Interview

On the factory of feelings

Every Monday at 7.10 pm, El Punt Avui TV airs the interview series Going Native. This week, Neil talks to Mont Plans, a theatre and television actor with more than 30 years of experience, who has a new play, Sembla que rigui, on at La Seca till Feb 7.
How did you get into the acting business?
I met some people from a company that was just starting called La Cubana. It is very well-known now but not when I started there. I was friends with one of the girls in the company and someone was missing one day and they asked me if I wanted to do it. At the time I didn't have a job so I said yes, thinking it was only going to be for a few months, but it ended up being 10 years. Then I spent 20 years doing other things like TV but mainly theatre. I worked for most of the best directors and did self-productions, too.
Do you prefer the theatre to TV?
I like both but I like theatre more. When I see myself on TV I always think: “My god. Look at how big my face is!” But in the theatre they see me from the last row! I enjoy theatre more, every day is different.
Doesn't it get boring doing the same thing every night?
It's never the same. You have to remember that for the audience it is the first time they have seen you. So you have to treat it as if it was your first time, too. And also, you're not a machine. TV or cinema is a machine; every day is exactly the same, but not theatre. You find yourself saying things in a different way because every day you feel differently. And the public is different.
What do they mean when actors talk about connecting with the public?
There's an energy but you also connect through silences, through laughter, through the coughs. It's an animal thing. I love the connection with the audience.
You don't like the TV work so much?
It's more comfortable. On TV they do everything for you. You go there and do it and if it's not so good you repeat it, so there's not so much pressure. But for me the results are not the same. It's like the difference of getting a can of soup from the shop compared to having some of your mother's homemade soup.
Tell us about your new play, Sembla que rigui.
It's on at La Seca until February 7. It's a script I wrote with a friend, Òscat Constantí, and its my own production because when you can't find anyone to produce it for you, you have to do it yourself. It began as a big idea with lots on stage, but when you begin to produce it you see that there is a lot of things you don't need. I think people like it and they are surprised to see me because its the type of character I've never played.
What is it about?
It's about a very old woman who has just died at 100 years old and who is waiting to cross into the afterlife. It's an idea I've had for a long time, about a dead person who explains her life now that she can see it from a distance and understand what it means. We always fear death but it's not bad for everybody; there are people looking forward to death as deliverance. So, she explains her life, because she is being judged as to whether she can get into the afterlife. It has a bit of everything: its funny, sad and its touching, I think.
How difficult is it to get a play put on these days?
You take your script to a producer and they say, “well in my theatre we don't do this.” Another just does classics, another only well-known writers, so in the end I found myself in a small theatre that does personal projects. Obviously there is no money for the production so I had to produce it myself, and pay someone to help me with the music, someone to help me with the lighting, someone to help me with rehearsals, and so on. I am paying for it, but I don't mind. But, it makes you realise that if you have a good script, you don't need so many things. In the end it's just me, going on to the stage and sitting on a chair and explaining a story, and that's it, that's all you need.
How would you describe the situation of theatre in Catalonia?
There is no money. That's the big problem. But, there is energy and enthusiasm. There are so many people learning the trade. At the beginning at least there is no money from the government, so they have to start by doing their own productions. It's tough times. I think the theatres that get public money should use some of it to help actors more than they do.
Doesn't the lack of money limit variety?
We cannot let people only go to see one kind of theatre. It seems as if people just want to go to laugh, arguing that their lives are so tough. But then they go to the cinema to cry. Why not to the theatre? The theatre is a factory of feelings. And young people especially, who are still at school, should go to the theatre not only to see something funny but also small dramatic productions, so they learn what's going on. They also have to learn to be in the theatre because sometimes young people treat it as if they are watching TV, but it is not television. You have to learn to be silent, you have to be respectful.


■ WHAT YOU SHOULD DO: Could you output the whole listing exactly as it stands, minus any images?
++++ RECORDS FOR THE TASK
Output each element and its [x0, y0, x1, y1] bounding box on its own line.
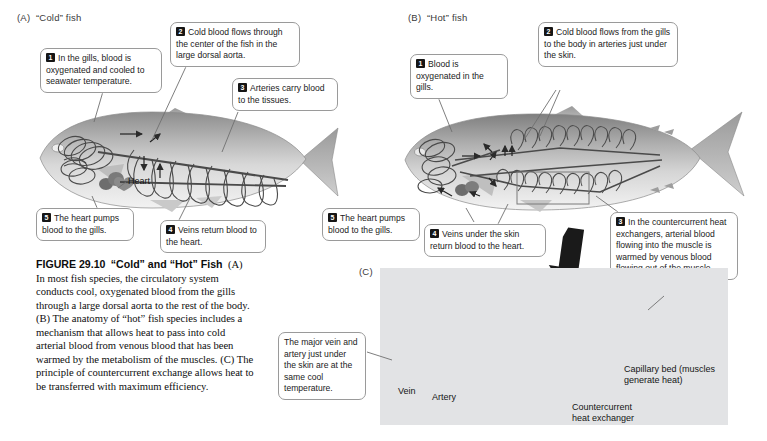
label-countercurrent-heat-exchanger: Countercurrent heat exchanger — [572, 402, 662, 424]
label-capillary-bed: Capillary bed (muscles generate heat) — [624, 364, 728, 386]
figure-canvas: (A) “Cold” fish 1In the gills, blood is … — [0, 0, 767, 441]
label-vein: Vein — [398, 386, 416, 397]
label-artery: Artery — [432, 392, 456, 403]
++++++++
■ SOLUTION TO THE PROBLEM:
Output each element and its [x0, y0, x1, y1] bounding box on its own line.
label-countercurrent-heat-exchanger: Countercurrent heat exchanger — [572, 402, 662, 424]
label-capillary-bed: Capillary bed (muscles generate heat) — [624, 364, 728, 386]
figure-canvas: (A) “Cold” fish 1In the gills, blood is … — [0, 0, 767, 441]
label-vein: Vein — [398, 386, 416, 397]
label-artery: Artery — [432, 392, 456, 403]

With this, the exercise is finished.